Dive Brief:
- Shoe Carnival is no longer pursuing a single banner strategy, the company said on a Thursday earnings call with analysts.
- The strategy is a reversal of the company’s previous efforts to turn over 90% of its store fleet into Shoe Station locations.
- The announcement came amid the company’s Q1 earnings results. Net sales for the quarter decreased 2.5% to nearly $271 million, and the company swung from a net income to a net loss of $5.6 million in the quarter.
Dive Insight:
The decision to back away from almost a complete rebanner of Shoe Carnival came after a Q1 review of the strategy.
The retailer determined that the Shoe Carnival and Shoe Station brands each serve distinct consumer segments, and that it is positioned to operate both as “permanent, independent components of our portfolio,” interim president and CEO Cliff Sifford said.

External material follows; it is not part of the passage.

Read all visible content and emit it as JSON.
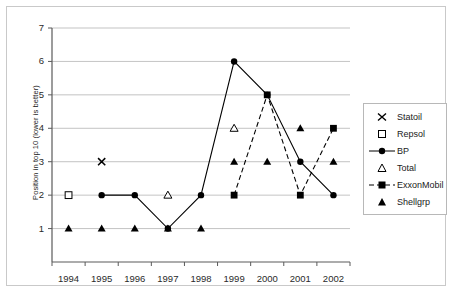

Outside of its rebanner efforts, the company expects to close 12 to 14 stores in 2026, and six to 10 stores the following year.
“The plan from here is straightforward,” Sifford said. “We will restore the right product mix that delivers competitive opening price points our customer expects. We will pair that assortment with a measured in-store promotional cadence and supporting marketing presence. We'll execute consistently across the chain.”

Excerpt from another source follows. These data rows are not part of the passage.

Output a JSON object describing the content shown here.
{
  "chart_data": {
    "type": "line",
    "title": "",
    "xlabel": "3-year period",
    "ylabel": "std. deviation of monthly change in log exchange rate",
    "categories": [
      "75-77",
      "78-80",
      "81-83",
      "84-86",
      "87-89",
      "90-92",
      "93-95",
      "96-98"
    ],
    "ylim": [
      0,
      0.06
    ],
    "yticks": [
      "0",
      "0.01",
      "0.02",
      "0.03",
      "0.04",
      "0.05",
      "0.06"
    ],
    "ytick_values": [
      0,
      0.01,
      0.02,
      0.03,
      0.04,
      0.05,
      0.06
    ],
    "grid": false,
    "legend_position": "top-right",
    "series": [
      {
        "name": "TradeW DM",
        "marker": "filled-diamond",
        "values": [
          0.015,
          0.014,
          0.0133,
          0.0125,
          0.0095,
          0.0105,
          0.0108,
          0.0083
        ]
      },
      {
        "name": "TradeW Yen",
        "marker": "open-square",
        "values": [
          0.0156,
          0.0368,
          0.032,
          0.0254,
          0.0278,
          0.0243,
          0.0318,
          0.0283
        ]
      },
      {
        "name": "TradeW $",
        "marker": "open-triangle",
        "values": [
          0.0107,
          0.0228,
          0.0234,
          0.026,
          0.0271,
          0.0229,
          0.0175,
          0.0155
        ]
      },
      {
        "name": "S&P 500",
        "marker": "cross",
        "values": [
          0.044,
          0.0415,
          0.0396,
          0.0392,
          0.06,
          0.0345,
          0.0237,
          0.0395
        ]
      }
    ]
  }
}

Over the past two years as part of the banner conversion, the retailer applied a “uniform Shoe Station assortment” to stores. In markets where the demographics aligned with the Shoe Station brand, the assortment did well. However, in other markets a uniform assortment did not resonate.

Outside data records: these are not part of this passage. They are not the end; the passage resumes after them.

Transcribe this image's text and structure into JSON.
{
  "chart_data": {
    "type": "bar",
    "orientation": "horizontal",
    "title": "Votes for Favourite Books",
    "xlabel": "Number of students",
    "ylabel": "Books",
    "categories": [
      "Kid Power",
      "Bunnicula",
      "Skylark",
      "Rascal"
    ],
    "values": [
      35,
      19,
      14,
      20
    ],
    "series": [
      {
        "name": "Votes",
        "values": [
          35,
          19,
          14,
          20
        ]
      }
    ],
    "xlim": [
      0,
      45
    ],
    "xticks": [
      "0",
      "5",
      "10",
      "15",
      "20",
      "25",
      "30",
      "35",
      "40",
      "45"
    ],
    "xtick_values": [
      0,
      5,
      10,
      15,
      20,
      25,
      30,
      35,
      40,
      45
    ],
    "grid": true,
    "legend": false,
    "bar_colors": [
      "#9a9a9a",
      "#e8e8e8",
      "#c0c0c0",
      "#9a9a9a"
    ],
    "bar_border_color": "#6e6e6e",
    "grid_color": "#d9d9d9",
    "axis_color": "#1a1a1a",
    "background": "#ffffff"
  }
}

The company is now reconfiguring the product assortment at each converted store to align with the market.
The impact of correcting its product mix isn’t expected to show up in the company’s financial results until back-to-school for athletic categories and the fall in nonathletic categories.
The retailer is also attempting to reengage value-focused and fast fashion shoppers, which Sifford said the company underserved in 2025 when its merchandising was focused on higher price points and assortments “that did not reflect what those customers historically came to Shoe Carnival to find,” he said.
Sifford, who previously was the company’s CEO for nine years, was named the company’s interim chief in February, following the abrupt departure of then-CEO Mark Worden. Worden was in the midst of the rebanner strategy, and once called Shoe Station the “future of our store base.”